Qatar
Number of Indians down at deportation centre: envoy
Number of Indians down at deportation centre: envoy
By Joey Aguilar/Staff Reporter
The number of Indians at the Deportation Center has decreased to 145 from last month’s 227, Indian Ambassador Sanjiv Arora said yesterday
The figure was the lowest in the last seven months, Arora told reporters during the Open House at the embassy yesterday.
He attributed the decrease to “the very active follow-up of each case, increasing interaction and discussions with the concerned officials in Qatar”.
Arora said the Indian Community Benevolent Forum (ICBF), together with the embassy, had been helping the deportees by raising funds for their air fare.
The ICBF bought some 60 plane tickets in the past months, including two yesterday.
ICBF president Kareem Abdullah told Gulf Times that they were also giving food and financial help to those who were in dire need and sick.
“We are very happy to solve most of the problems of our people today and we will continue to help them,” he said.
The ambassador said 42 Indians were in prison but he did not give details about their cases.
He noted that a total of 778 Indian expatriate workers had sought the embassy’s assistance in the last eight months during the Open House held on the last Friday of each month.
At least 11 persons came to the embassy yesterday and several of the cases included delayed salaries. But the ambassador stressed that these cases were only “minor in nature”.
“Some are about salary and pending dues in one or two cases, a maltreatment case and a couple of cases were about securing exit permits,” he added.
Arora said the Open House served a useful purpose in addressing “any urgent, consular, and labour issues that our community may have”.
Embassy officials said they regularly visited the deportees and met local officials to lessen these cases.
In an interview, a labourer who is seeking the embassy’s help said he was duped by an agency in India.
He said he paid QR7,000 and signed a contract for a salary of QR1,100 but when he arrived in Qatar the company paid him only QR800. He was given only one month’s salary and had not been paid for the past five months.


**Your instructions**
Using the entries that follow, collect the lines where the word "their" appears.

BEGIN

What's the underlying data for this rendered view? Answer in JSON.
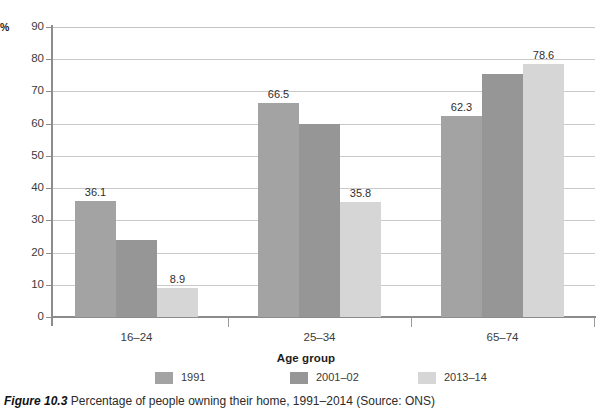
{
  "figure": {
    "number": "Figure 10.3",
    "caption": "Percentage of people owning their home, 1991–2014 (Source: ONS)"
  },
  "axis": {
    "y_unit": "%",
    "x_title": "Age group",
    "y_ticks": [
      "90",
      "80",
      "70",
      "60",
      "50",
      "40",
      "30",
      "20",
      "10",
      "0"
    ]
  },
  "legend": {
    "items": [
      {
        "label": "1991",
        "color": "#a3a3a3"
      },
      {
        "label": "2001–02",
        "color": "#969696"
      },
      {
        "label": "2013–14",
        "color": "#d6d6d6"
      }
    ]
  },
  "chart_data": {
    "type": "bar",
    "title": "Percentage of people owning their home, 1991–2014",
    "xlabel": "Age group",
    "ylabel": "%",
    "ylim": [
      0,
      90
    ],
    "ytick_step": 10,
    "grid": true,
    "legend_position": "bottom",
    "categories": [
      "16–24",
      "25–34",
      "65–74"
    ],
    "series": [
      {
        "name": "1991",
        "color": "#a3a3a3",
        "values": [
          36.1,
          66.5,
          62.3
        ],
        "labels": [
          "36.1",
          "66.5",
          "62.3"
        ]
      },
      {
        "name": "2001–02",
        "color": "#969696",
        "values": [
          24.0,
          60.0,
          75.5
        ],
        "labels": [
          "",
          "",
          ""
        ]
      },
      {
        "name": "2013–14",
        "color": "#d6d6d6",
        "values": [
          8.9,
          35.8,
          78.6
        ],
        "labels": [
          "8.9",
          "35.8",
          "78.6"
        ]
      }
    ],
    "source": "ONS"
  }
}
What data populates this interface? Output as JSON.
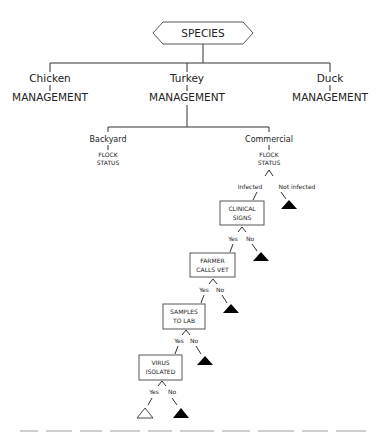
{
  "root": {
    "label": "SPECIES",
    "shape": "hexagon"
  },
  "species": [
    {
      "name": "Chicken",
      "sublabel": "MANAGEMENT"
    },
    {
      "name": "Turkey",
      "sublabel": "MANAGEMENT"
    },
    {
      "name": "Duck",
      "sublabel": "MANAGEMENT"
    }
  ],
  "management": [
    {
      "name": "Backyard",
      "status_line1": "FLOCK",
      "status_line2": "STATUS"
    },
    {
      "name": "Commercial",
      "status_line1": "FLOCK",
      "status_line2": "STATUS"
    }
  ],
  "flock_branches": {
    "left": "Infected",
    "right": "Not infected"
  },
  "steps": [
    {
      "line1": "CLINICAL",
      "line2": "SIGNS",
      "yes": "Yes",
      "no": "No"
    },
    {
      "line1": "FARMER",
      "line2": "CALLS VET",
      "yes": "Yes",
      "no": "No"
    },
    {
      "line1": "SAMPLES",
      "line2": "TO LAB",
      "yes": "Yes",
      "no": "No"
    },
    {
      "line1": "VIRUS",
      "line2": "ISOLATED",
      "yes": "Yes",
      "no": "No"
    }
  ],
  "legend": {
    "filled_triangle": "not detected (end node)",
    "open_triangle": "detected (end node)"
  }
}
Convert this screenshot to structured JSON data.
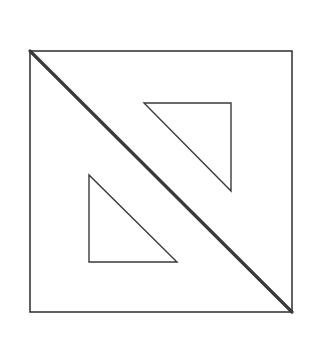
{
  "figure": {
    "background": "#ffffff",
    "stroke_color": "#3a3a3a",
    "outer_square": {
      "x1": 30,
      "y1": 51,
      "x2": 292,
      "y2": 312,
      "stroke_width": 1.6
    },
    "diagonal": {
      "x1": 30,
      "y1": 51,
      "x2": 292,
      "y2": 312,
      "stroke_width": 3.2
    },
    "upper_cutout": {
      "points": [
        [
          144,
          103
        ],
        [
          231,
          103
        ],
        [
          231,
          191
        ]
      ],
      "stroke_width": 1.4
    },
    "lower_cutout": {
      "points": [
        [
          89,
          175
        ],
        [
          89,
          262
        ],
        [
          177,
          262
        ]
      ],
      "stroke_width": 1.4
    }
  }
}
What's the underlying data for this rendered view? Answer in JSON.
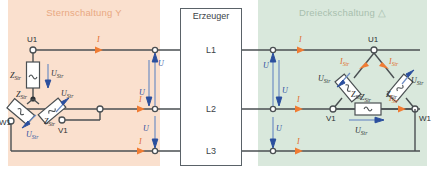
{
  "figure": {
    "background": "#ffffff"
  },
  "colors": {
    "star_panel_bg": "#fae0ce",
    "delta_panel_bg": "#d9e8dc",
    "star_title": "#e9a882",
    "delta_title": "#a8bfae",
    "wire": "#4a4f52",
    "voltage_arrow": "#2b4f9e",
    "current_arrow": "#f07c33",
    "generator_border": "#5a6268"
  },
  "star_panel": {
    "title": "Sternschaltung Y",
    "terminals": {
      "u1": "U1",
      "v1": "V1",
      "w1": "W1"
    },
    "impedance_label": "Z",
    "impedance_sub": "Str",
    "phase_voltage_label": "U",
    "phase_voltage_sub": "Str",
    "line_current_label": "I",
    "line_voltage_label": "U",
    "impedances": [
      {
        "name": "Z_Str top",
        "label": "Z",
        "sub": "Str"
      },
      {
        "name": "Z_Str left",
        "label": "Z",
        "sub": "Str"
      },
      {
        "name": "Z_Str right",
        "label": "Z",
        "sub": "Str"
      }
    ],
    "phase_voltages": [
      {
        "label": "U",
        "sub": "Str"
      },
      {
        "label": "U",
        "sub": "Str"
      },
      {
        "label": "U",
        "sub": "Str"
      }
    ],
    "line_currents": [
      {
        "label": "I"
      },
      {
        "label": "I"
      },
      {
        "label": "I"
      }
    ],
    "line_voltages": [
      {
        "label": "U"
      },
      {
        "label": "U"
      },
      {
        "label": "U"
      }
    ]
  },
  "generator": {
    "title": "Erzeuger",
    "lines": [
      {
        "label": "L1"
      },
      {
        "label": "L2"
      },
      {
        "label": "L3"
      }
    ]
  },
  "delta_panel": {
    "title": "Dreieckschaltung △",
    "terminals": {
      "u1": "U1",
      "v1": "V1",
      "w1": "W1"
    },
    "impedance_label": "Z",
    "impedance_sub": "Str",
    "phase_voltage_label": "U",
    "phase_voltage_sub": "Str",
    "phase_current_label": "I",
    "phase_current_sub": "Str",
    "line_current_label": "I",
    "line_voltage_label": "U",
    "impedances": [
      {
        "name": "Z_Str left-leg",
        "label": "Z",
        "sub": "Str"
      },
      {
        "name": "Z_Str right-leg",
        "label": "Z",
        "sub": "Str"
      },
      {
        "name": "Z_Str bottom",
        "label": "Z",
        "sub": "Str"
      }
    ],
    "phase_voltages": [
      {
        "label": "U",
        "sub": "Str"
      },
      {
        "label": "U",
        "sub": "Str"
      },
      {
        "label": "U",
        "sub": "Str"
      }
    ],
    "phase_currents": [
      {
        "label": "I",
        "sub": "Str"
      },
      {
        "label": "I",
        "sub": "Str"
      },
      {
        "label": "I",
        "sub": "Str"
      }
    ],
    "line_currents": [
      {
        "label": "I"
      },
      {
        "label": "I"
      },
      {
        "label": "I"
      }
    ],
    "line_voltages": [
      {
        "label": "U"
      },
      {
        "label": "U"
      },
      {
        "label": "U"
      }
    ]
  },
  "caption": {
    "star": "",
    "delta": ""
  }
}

END
BEGIN

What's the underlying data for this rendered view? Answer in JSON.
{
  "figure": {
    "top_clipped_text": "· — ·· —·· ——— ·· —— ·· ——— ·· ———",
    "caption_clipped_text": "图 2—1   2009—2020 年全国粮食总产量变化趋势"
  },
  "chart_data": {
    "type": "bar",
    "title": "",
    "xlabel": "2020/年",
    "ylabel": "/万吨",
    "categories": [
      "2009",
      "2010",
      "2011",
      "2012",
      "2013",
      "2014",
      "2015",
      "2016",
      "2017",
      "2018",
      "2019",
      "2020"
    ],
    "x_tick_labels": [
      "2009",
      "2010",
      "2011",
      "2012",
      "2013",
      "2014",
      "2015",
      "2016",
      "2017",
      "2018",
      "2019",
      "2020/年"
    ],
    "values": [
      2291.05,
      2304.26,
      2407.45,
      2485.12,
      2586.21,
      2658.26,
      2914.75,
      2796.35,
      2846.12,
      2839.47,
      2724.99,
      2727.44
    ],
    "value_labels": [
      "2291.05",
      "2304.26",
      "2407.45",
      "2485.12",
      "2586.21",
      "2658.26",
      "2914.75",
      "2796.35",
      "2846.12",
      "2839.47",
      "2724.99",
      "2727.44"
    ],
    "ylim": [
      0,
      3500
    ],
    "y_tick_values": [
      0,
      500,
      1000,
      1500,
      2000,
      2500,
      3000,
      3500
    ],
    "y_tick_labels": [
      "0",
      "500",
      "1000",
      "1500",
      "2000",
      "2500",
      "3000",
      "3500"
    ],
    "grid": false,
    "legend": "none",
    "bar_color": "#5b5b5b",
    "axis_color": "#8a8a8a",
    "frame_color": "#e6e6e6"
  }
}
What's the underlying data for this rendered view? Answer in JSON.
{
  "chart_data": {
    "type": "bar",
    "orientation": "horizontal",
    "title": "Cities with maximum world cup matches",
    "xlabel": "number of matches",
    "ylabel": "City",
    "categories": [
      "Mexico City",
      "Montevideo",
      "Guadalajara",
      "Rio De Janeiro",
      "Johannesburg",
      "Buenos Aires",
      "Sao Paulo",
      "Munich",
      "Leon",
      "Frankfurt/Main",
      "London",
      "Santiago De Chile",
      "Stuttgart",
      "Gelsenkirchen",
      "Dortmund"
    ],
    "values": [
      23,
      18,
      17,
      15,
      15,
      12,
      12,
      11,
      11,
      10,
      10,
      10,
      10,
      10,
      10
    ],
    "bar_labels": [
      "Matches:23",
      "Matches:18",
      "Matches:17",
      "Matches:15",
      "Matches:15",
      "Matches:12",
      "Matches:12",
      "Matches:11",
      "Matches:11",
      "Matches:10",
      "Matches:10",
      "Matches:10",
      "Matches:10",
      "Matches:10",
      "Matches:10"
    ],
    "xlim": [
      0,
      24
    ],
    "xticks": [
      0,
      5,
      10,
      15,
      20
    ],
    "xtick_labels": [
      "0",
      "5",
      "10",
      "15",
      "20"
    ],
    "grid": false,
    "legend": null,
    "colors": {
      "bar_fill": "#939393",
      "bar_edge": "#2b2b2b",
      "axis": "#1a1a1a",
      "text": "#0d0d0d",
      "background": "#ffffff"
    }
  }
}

END
BEGIN

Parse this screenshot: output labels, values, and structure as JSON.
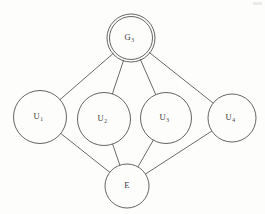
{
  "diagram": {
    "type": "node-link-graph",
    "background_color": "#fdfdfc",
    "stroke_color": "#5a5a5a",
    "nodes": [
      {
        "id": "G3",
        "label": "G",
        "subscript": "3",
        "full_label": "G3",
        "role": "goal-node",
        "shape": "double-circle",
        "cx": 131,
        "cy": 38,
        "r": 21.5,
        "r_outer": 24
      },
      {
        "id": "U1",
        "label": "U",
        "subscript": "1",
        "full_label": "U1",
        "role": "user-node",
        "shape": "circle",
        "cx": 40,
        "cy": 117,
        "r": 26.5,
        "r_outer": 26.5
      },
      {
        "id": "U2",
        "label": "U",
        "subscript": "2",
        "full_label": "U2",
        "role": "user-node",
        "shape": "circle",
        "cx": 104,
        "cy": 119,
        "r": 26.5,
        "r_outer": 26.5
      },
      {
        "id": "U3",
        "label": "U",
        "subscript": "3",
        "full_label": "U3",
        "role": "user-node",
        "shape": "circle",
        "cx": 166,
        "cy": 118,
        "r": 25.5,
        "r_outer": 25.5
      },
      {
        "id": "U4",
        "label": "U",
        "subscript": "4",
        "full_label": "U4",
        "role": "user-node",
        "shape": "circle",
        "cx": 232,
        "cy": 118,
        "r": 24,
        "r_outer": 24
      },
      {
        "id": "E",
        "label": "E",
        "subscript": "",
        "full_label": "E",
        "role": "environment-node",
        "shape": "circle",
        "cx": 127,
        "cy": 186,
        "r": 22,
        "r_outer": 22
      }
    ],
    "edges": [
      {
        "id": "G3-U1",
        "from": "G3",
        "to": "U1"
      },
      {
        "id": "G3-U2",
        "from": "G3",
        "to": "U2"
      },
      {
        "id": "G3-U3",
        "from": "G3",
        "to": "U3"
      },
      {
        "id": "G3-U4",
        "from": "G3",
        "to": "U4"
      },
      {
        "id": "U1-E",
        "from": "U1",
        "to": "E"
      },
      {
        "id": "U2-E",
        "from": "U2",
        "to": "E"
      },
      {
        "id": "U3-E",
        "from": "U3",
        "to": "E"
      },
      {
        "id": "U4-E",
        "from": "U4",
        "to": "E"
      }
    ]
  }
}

END

**Solved exercise**
    "caption": "Percentage of people owning their home, 1991–2014 (Source: ONS)"
    "title": "Percentage of people owning their home, 1991–2014",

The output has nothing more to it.